In the US, most tokenized real-world assets are structured as securities and sold only to accredited investors (those with $1 million in net assets or $200,000 in annual income) to avoid SEC registration requirements. This limits retail access — the promised democratisation of asset ownership has not yet materialised for ordinary investors.

The EU's Markets in Crypto-Assets (MiCA) regulation, which fully came into force in 2024, creates a clearer framework for some categories of crypto assets but was primarily designed for crypto-native tokens, not tokenized traditional securities. The EU's separate DLT Pilot Regime allows certain trading and settlement of tokenized securities under a sandbox framework.

In Asia, Singapore (via MAS) and Hong Kong (via the HKMA and SFC) have been proactive in creating regulatory frameworks for tokenized securities, making them the most developed jurisdictions for institutional tokenization pilots.

What the Risks Are

Legal enforceability — A token is only as good as its legal structure. If the company holding the underlying asset goes bankrupt, do token holders actually have a claim? This depends on the specific legal structure and jurisdiction, and it has not been comprehensively tested in court.

Smart contract risk — The smart contracts that manage token distribution, transfer restrictions, and yield payments can have bugs. A vulnerability in a major tokenization platform's smart contracts could result in loss of funds.

Liquidity — Despite the promise of 24/7 trading, most tokenized asset markets have limited liquidity compared to traditional financial markets.

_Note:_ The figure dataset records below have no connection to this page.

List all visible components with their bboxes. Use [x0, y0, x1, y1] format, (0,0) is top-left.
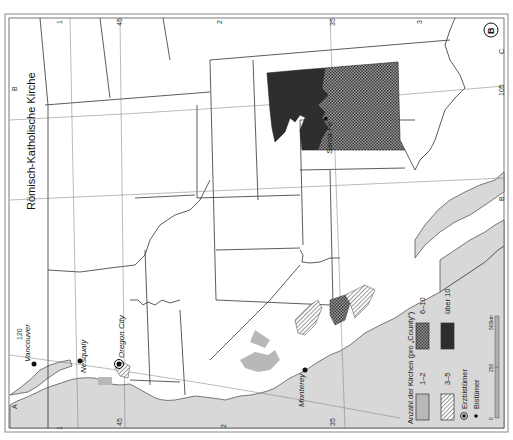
lon-label-105: 105: [498, 84, 505, 96]
grid-num-bottom-45: 45: [116, 418, 123, 426]
vancouver-dot: [32, 362, 37, 367]
lon-label-120: 120: [16, 328, 23, 340]
grid-num-top-2: 2: [216, 20, 223, 24]
grid-letter-a: A: [11, 404, 18, 409]
legend-swatch-over10: [441, 323, 454, 349]
city-label-oregon-city: Oregon City: [117, 314, 126, 358]
city-label-monterey: Monterey: [297, 373, 306, 407]
panel-badge: B: [486, 27, 496, 34]
legend-label-6to10: 6–10: [418, 297, 427, 314]
city-label-santa-fe: Santa Fe: [325, 121, 334, 154]
scale-label-0: 0: [488, 417, 494, 420]
grid-num-top-35: 35: [329, 18, 336, 26]
legend-erzbistum-dot: [462, 414, 466, 418]
grid-num-bottom-35: 35: [329, 418, 336, 426]
legend-swatch-1to2: [416, 394, 429, 420]
oregon-city-dot: [117, 362, 122, 367]
grid-num-top-45: 45: [116, 18, 123, 26]
santa-fe-dot: [324, 117, 328, 121]
monterey-dot: [303, 368, 308, 373]
scale-label-500: 500km: [488, 315, 494, 330]
grid-letter-b-left: B: [11, 86, 18, 91]
legend-swatch-3to5: [441, 394, 454, 420]
county-1to2-oregon: [98, 377, 112, 385]
grid-num-top-1: 1: [56, 20, 63, 24]
legend-label-over10: über 10: [443, 289, 452, 314]
grid-num-bottom-2: 2: [220, 424, 227, 428]
grid-num-top-3: 3: [416, 20, 423, 24]
scale-label-250: 250: [488, 363, 494, 372]
legend-label-erzbistumer: Erzbistümer: [460, 368, 469, 409]
legend-label-3to5: 3–5: [443, 372, 452, 385]
legend-label-1to2: 1–2: [418, 372, 427, 385]
city-label-vancouver: Vancouver: [23, 324, 32, 362]
grid-letter-c: C: [498, 49, 505, 54]
grid-letter-b-right: B: [498, 196, 505, 201]
legend-heading: Anzahl der Kirchen (pro „County“): [406, 311, 415, 424]
map-title: Römisch-Katholische Kirche: [25, 72, 37, 210]
legend-swatch-6to10: [416, 323, 429, 349]
legend-bistum-dot: [474, 414, 478, 418]
church-map: Vancouver Nesqualy Oregon City Monterey …: [0, 0, 513, 440]
grid-num-bottom-1: 1: [56, 426, 63, 430]
city-label-nesqualy: Nesqualy: [79, 339, 88, 373]
legend-label-bistumer: Bistümer: [472, 379, 481, 409]
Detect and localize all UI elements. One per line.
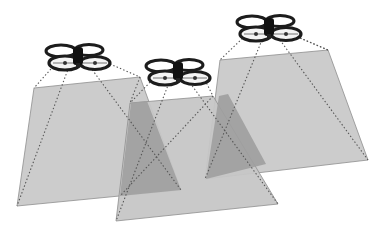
drone-coverage-diagram	[0, 0, 386, 233]
diagram-canvas	[0, 0, 386, 233]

Selling a large position in a tokenized real estate product may still be difficult.

Custody and oracle risk — For tokens representing physical assets (gold, real estate), there must be a trusted mechanism connecting the on-chain token to the off-chain asset. Custodians can fail; oracles (services that feed real-world data to blockchains) can be manipulated.

The Bottom Line

Real-world asset tokenization is not hype — it is a genuine structural change in how traditional financial assets are represented, transferred, and composed with digital finance infrastructure. The tokenized Treasury market alone has grown from essentially zero in 2023 to $8 billion in 2026, and BlackRock's participation is a clear signal that this is moving from experiment to infrastructure. The open questions are about legal enforceability, regulatory access, and whether retail investors will eventually be able to participate in products currently limited to accredited investors. For institutional investors and developers building financial applications, RWA is already a working market. For retail investors, it remains mostly theoretical — for now.